Abstract:Deep Neural Networks are widely used in academy as well as corporate and public applications, including safety critical applications such as health care and autonomous driving. The ability to explain their output is critical for safety reasons as well as acceptance among applicants. A multitude of methods have been proposed to explain real-valued neural networks. Recently, complex-valued neural networks have emerged as a new class of neural networks dealing with complex-valued input data without the necessity of projecting them onto $\mathbb{R}^2$. This brings up the need to develop explanation algorithms for this kind of neural networks. In this paper we provide these developments. While we focus on adapting the widely used DeepSHAP algorithm to the complex domain, we also present versions of four gradient based explanation methods suitable for use in complex-valued neural networks. We evaluate the explanation quality of all presented algorithms and provide all of them as an open source library adaptable to most recent complex-valued neural network architectures.
Abstract:Most deep learning pipelines are built on real-valued operations to deal with real-valued inputs such as images, speech or music signals. However, a lot of applications naturally make use of complex-valued signals or images, such as MRI or remote sensing. Additionally the Fourier transform of signals is complex-valued and has numerous applications. We aim to make deep learning directly applicable to these complex-valued signals without using projections into $\mathbb{R}^2$. Thus we add to the recent developments of complex-valued neural networks by presenting building blocks to transfer the transformer architecture to the complex domain. We present multiple versions of a complex-valued Scaled Dot-Product Attention mechanism as well as a complex-valued layer normalization. We test on a classification and a sequence generation task on the MusicNet dataset and show improved robustness to overfitting while maintaining on-par performance when compared to the real-valued transformer architecture.
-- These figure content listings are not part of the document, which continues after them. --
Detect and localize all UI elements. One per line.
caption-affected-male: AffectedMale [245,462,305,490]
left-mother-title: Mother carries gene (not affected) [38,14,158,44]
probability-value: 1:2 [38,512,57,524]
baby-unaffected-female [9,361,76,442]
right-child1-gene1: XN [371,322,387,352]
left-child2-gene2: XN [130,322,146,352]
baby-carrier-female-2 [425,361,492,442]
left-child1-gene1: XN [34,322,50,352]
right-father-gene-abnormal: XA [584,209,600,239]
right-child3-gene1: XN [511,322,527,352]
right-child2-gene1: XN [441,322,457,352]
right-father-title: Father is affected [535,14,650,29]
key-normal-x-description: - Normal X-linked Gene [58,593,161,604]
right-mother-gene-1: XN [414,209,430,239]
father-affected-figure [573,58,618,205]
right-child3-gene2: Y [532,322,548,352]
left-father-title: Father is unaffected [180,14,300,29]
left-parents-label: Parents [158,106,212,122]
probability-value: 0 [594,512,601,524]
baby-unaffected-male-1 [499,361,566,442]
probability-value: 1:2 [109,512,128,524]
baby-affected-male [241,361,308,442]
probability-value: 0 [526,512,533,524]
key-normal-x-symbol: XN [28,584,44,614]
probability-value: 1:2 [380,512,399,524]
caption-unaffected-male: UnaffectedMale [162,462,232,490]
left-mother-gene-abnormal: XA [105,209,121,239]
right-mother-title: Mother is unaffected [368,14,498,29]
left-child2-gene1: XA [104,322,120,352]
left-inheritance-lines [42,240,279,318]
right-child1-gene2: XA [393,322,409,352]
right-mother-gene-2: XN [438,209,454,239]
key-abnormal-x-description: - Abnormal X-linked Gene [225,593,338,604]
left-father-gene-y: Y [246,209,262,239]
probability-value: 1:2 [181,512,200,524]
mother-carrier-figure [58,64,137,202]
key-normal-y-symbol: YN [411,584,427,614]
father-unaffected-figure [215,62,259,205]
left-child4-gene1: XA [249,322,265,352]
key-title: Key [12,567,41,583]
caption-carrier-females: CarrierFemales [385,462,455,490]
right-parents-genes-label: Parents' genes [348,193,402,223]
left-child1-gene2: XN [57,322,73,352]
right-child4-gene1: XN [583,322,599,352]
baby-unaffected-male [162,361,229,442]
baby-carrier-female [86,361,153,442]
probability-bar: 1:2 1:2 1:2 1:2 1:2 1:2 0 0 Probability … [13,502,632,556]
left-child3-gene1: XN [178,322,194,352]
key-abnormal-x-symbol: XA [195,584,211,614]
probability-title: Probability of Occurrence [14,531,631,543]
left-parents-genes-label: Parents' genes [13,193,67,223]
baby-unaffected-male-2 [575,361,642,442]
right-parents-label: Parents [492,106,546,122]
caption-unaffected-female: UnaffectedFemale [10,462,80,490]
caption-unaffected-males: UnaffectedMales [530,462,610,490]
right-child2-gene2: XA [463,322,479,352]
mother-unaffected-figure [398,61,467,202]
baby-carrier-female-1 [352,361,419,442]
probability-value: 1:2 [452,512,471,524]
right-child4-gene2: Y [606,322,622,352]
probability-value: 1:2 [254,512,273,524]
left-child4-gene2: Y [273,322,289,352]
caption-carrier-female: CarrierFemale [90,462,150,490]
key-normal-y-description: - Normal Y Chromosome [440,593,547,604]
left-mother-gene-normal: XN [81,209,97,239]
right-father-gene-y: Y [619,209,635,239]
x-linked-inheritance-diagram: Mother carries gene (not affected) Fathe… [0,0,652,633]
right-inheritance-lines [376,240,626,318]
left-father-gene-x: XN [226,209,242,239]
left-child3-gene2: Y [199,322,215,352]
Abstract:One well established method of interactive image segmentation is the random walker algorithm. Considerable research on this family of segmentation methods has been continuously conducted in recent years with numerous applications. These methods are common in using a simple Gaussian weight function which depends on a parameter that strongly influences the segmentation performance. In this work we propose a general framework of deriving weight functions based on probabilistic modeling. This framework can be concretized to cope with virtually any well-defined noise model. It eliminates the critical parameter and thus avoids time-consuming parameter search. We derive the specific weight functions for common noise types and show their superior performance on synthetic data as well as different biomedical image data (MRI images from the NYU fastMRI dataset, larvae images acquired with the FIM technique). Our framework can also be used in multiple other applications, e.g., the graph cut algorithm and its extensions.